Loveliest village of the plain,
Where health and plenty cheered the laboring swain,
Where smiling spring its earliest visit paid,
And parting summer’s lingering blooms delayed;
Dear lovely bowers of innocence and ease,
Seats of my youth, when every sport could please,
How often have I loitered o’er thy green,
Where humble happiness endeared each scene!
How often have I paused on every charm,
The sheltered cot, the cultivated farm,
The never-failing brook, the busy mill,
The decent church that topped the neighboring hill,
The hawthorn bush with seats beneath the shade,

Sweet smiling village, loveliest of the lawn!
Thy sports are fled, and all thy charms withdrawn.
Amidst thy bowers the tyrant’s hand is seen,
And desolation saddens all thy green.
One only master grasps the whole domain,
And half a tillage stints thy smiling plain.
No more thy glassy brook reflects the day,
But choked with sedges works its weedy way;
Along thy glades, a solitary guest,
The hollow-sounding bittern guards its nest;
Amidst thy desert-walks the lapwing flies,
And tires their echoes with unvaried cries.
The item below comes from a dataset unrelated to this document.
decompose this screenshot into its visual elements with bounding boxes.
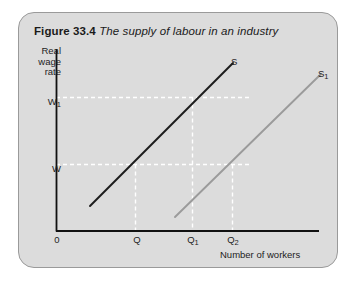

Sunk are thy bowers in shapeless ruin all,
And the long grass o’ertops the moldering wall;
And trembling, shrinking from the spoiler’s hand,
Far, far away thy children leave the land.
Ill fares the land, to hastening ills a prey,
Where wealth accumulates, and men decay;
Princes and lords may flourish, or may fade—
A breath can make them, as a breath has made—
But a bold peasantry, their country’s pride,
When once destroyed, can never be supplied.
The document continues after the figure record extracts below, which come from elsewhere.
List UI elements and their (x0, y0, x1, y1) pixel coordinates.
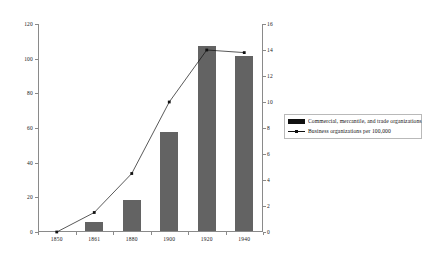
line-marker (93, 211, 96, 214)
right-tick (263, 102, 266, 103)
x-tick (76, 232, 77, 235)
right-tick-label: 12 (267, 73, 287, 79)
line-marker (243, 51, 246, 54)
x-tick (151, 232, 152, 235)
chart-container: 020406080100120 0246810121416 1850186118… (0, 0, 435, 261)
line-series-layer (38, 24, 263, 232)
left-tick-label: 0 (13, 229, 33, 235)
x-tick-label: 1850 (37, 236, 77, 242)
line-marker-swatch-icon (288, 128, 305, 135)
right-tick (263, 76, 266, 77)
x-tick (113, 232, 114, 235)
x-tick (263, 232, 264, 235)
left-tick-label: 100 (13, 56, 33, 62)
right-tick-label: 2 (267, 203, 287, 209)
x-tick-label: 1880 (112, 236, 152, 242)
right-tick-label: 6 (267, 151, 287, 157)
right-tick (263, 154, 266, 155)
left-tick-label: 20 (13, 194, 33, 200)
legend-item-bar-series: Commercial, mercantile, and trade organi… (288, 117, 418, 126)
right-tick (263, 180, 266, 181)
plot-area: 020406080100120 0246810121416 1850186118… (38, 24, 263, 232)
legend-label-bar-series: Commercial, mercantile, and trade organi… (308, 118, 422, 125)
bar-swatch-icon (288, 119, 305, 124)
line-marker (130, 172, 133, 175)
x-tick (226, 232, 227, 235)
right-tick-label: 4 (267, 177, 287, 183)
line-path (57, 50, 245, 232)
left-tick-label: 40 (13, 160, 33, 166)
x-tick (38, 232, 39, 235)
left-tick-label: 60 (13, 125, 33, 131)
legend-label-line-series: Business organizations per 100,000 (308, 128, 391, 135)
x-tick-label: 1861 (74, 236, 114, 242)
line-marker (55, 231, 58, 234)
x-tick-label: 1920 (187, 236, 227, 242)
x-tick-label: 1940 (224, 236, 264, 242)
right-tick-label: 16 (267, 21, 287, 27)
chart-legend: Commercial, mercantile, and trade organi… (284, 114, 422, 139)
left-tick-label: 80 (13, 90, 33, 96)
right-tick-label: 0 (267, 229, 287, 235)
right-tick-label: 14 (267, 47, 287, 53)
right-tick (263, 206, 266, 207)
x-tick-label: 1900 (149, 236, 189, 242)
right-tick (263, 24, 266, 25)
left-tick-label: 120 (13, 21, 33, 27)
line-marker (168, 101, 171, 104)
right-tick (263, 50, 266, 51)
line-marker (205, 49, 208, 52)
legend-item-line-series: Business organizations per 100,000 (288, 127, 418, 136)
x-tick (188, 232, 189, 235)
right-tick-label: 10 (267, 99, 287, 105)
right-tick (263, 128, 266, 129)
Even now, methinks, as pondering here I stand,
I see the rural virtues leave the land.
Down where yon anchoring vessel spreads the sail
That, idly waiting, flaps with every gale,
Downward they move, a melancholy band,
Pass from the shore, and darken all the strand.
Contented Toil, and hospitable Care,
And kind, connubial Tenderness are there;
And Piety with wishes placed above,
And steady Loyalty and faithful Love.
And thou, sweet Poetry, thou loveliest maid,
Still first to fly where sensual joys invade;
Unfit, in these degenerate times of shame,
To catch the heart, or strike for honest fame;
Dear charming nymph, neglected and decried,
My shame in crowds, my solitary pride;
Thou source of all my bliss and all my woe,
That found’st me poor at first, and keep’st me so’
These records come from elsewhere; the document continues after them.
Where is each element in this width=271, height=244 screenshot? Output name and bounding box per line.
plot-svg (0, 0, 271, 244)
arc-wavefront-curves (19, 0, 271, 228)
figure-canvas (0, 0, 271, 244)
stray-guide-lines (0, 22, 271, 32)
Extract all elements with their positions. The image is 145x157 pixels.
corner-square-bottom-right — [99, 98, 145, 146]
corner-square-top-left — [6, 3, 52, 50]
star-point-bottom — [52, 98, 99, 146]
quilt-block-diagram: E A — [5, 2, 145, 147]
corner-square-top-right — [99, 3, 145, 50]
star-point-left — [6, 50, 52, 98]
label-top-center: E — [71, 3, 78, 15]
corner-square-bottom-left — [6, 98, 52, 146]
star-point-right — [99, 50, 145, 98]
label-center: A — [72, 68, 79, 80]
Thou guide, by which the nobler arts excel,
Thou nurse of every virtue, fare thee well!
Farewell! And oh! where’er thy voice be tried,
On Torno’s cliffs, or Pambamarca’s side,
Whether where equinoctial fervors glow,
Or winter wraps the polar world in snow,
Still let thy voice, prevailing over time,
Redress the rigors of the inclement clime;
Aid slighted truth with thy persuasive strain;
Teach erring man to spurn the rage of gain;
Teach him that states of native strength possessed,
Though very poor, may still be very blest;
That trade’s proud empire hastes to swift decay,
As ocean sweeps the labored mole away;
While self-dependent power can time defy,
As rocks resist the billows and the sky.
That capitalism was a radical serpent in the European garden was ever the opinion of the European poets. Capitalism became associated with conservatism in this country largely through the influence of National Review. In the early years of that publication there were some writers such as Richard Weaver and Russell Kirk who held genuinely conservative views, but their voices were not the dominant ones. The soul of National Review was a capitalist one. And as the magazine acquired influential converts like Ronald Reagan, the magazine became less tolerant of anti-capitalist dissenters and more dogmatically capitalist.

Capitalists always label their critics socialists, but the only way to rid the world of socialism is to rid the world of capitalism because capitalism spawns socialism. Gross inequalities in wealth create a demand for an excessive equality in wealth. The only effective antidote to capitalism is the Christian society depicted by Goldsmith.